Thomas Brodin was born in 1977 in Caen, France. After his father’s Mamiya triggered his curiosity at age 15, he later studied literature and media at La Sorbonne in Paris.
In 2004, he was artist in residence at ODDC in Brittany, where he produced award winning images. He has held many solo showing of his photographs in Paris, and participated in many group shows and Art fair around the world including Art Paris 2009 and Mouvements Arts public in Montreal.
He now lives and works in Brooklyn for the past 6 years. His work as a photographer shows images that have been collected and accumulated through travels from Dubai to Vancouver.
The photographer’s eye, contemplative Pygmalion, redefines the undefined, recomposes the decomposed, pulls together the plasticity of the elements and gives to nature a romantic dimension.
Between the testimony of the traveler and the vision of an artist, we discover in watermarks the map of a mental landscape…
Amanda Keeley lives and works in New York City. She received a Masters in Fine Art from Parsons School of Design. She has been assisting closely Yoko Ono for the past 8 years. Recently she has been exhibited at Spencer Brownstone Gallery in Manhattan, and can be found at Printed Matter Bookstore.
Amanda’s work is frequently text based and takes reference from literature and libraries. Common objects like the hotel door sign shown here on The Vitrine, or soap, as with a piece made for exhibition in which she carved the words ‘love’ into a pristine bar of white soap. Humor, fragility and subtlety are threaded throughout her work.
Mika Azegami is a self–taught artist. She build stories and imaginative abstract landscapes.
The experience of learning from her relationship with art comes through by touching materials and tools, which also inspire motivation to create. When an image appears in her mind’s eye, she moves with the thought to try and capture its layers of essence, its feeling.
By disconnecting and deconstructing the invisible bridge between realities and herself. Her work let her unplug and travel to a place of freedom. She then understand and feel her interior world. These actions becomes even more meaningful when a creative accident occurs, It is like a revelation…
Joe Caswell has a BFA from Hunter College.
His work received awards from the Wolf Kahn Fellowship at Vermont Studio Center and from Dorise Minor Mora. He was born in Jonesboro Georgia in 1964, and lived most of my early life there, until I graduated from high school in 1984. I have been working on installation and sculpture out of Brooklyn since 1995. I started out as a painter, then after returning to college later in life, I eventually became more interested in objects and space, and that became my focus. I still consider myself, to some extent, a painter, and I tend to want to paint my sculpture in the same manner I used to paint on canvas.
My work stems from the unconscious. It is a manifestation of my everyday experiences as well as my past, also from the knowledge I gain from the experiences of others. Memories and fading memories are an important component to my process of creating. I collect objects for their signifying value to the relationship of an experience, and they become the focal point to the make up if the thoughts and emotions gained at that time. The objects are related through the art piece as, simply a component to that piece.
The work itself is a series of conscious decisions to guide what started from the unconscious. My work seems to evolve like a dream and tends to provoke questions more often that answers.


= EXERCISE =
Reproduce the records below; each should match the original exactly.

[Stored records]
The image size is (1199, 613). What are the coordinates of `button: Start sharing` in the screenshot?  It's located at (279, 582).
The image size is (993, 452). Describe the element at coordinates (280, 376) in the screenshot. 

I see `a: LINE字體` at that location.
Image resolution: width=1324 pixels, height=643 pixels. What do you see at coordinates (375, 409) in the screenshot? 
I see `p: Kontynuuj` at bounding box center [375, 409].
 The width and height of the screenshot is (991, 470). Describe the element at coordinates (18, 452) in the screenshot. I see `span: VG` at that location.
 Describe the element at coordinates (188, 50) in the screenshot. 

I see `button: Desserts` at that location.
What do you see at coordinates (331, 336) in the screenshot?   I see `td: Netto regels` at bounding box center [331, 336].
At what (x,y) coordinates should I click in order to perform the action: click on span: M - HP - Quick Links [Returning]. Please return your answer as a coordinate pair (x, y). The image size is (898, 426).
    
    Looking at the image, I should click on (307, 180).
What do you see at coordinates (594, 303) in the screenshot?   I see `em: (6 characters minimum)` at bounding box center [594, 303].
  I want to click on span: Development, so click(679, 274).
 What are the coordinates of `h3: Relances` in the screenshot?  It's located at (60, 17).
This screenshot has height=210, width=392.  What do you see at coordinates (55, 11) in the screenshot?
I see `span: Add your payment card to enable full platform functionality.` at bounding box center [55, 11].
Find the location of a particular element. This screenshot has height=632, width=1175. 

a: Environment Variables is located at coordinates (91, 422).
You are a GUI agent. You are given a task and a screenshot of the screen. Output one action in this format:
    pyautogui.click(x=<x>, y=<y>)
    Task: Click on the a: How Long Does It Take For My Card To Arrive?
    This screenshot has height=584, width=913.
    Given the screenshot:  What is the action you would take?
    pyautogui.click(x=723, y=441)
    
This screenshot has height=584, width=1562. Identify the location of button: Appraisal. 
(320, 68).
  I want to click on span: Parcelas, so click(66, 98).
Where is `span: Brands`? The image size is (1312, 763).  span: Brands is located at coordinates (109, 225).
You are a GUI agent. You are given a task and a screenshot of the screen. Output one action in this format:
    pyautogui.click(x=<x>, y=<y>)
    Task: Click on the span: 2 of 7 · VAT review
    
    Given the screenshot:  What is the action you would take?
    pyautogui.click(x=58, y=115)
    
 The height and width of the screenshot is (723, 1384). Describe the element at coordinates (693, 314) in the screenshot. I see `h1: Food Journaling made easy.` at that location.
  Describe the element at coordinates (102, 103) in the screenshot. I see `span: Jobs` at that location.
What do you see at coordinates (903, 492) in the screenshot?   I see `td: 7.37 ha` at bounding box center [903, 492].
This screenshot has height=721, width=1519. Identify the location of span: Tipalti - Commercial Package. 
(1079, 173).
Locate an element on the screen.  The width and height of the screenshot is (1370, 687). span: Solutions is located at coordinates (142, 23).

= EXERCISE OUTPUT =
The image size is (1199, 613). What are the coordinates of `button: Start sharing` in the screenshot?  It's located at (279, 582).
The image size is (993, 452). Describe the element at coordinates (280, 376) in the screenshot. 

I see `a: LINE字體` at that location.
Image resolution: width=1324 pixels, height=643 pixels. What do you see at coordinates (375, 409) in the screenshot? 
I see `p: Kontynuuj` at bounding box center [375, 409].
 The width and height of the screenshot is (991, 470). Describe the element at coordinates (18, 452) in the screenshot. I see `span: VG` at that location.
 Describe the element at coordinates (188, 50) in the screenshot. 

I see `button: Desserts` at that location.
What do you see at coordinates (331, 336) in the screenshot?   I see `td: Netto regels` at bounding box center [331, 336].
At what (x,y) coordinates should I click in order to perform the action: click on span: M - HP - Quick Links [Returning]. Please return your answer as a coordinate pair (x, y). The image size is (898, 426).
    
    Looking at the image, I should click on (307, 180).
What do you see at coordinates (594, 303) in the screenshot?   I see `em: (6 characters minimum)` at bounding box center [594, 303].
  I want to click on span: Development, so click(679, 274).
 What are the coordinates of `h3: Relances` in the screenshot?  It's located at (60, 17).
This screenshot has height=210, width=392.  What do you see at coordinates (55, 11) in the screenshot?
I see `span: Add your payment card to enable full platform functionality.` at bounding box center [55, 11].
Find the location of a particular element. This screenshot has height=632, width=1175. 

a: Environment Variables is located at coordinates (91, 422).
You are a GUI agent. You are given a task and a screenshot of the screen. Output one action in this format:
    pyautogui.click(x=<x>, y=<y>)
    Task: Click on the a: How Long Does It Take For My Card To Arrive?
    This screenshot has height=584, width=913.
    Given the screenshot:  What is the action you would take?
    pyautogui.click(x=723, y=441)
    
This screenshot has height=584, width=1562. Identify the location of button: Appraisal. 
(320, 68).
  I want to click on span: Parcelas, so click(66, 98).
Where is `span: Brands`? The image size is (1312, 763).  span: Brands is located at coordinates (109, 225).
You are a GUI agent. You are given a task and a screenshot of the screen. Output one action in this format:
    pyautogui.click(x=<x>, y=<y>)
    Task: Click on the span: 2 of 7 · VAT review
    
    Given the screenshot:  What is the action you would take?
    pyautogui.click(x=58, y=115)
    
 The height and width of the screenshot is (723, 1384). Describe the element at coordinates (693, 314) in the screenshot. I see `h1: Food Journaling made easy.` at that location.
  Describe the element at coordinates (102, 103) in the screenshot. I see `span: Jobs` at that location.
What do you see at coordinates (903, 492) in the screenshot?   I see `td: 7.37 ha` at bounding box center [903, 492].
This screenshot has height=721, width=1519. Identify the location of span: Tipalti - Commercial Package. 
(1079, 173).
Locate an element on the screen.  The width and height of the screenshot is (1370, 687). span: Solutions is located at coordinates (142, 23).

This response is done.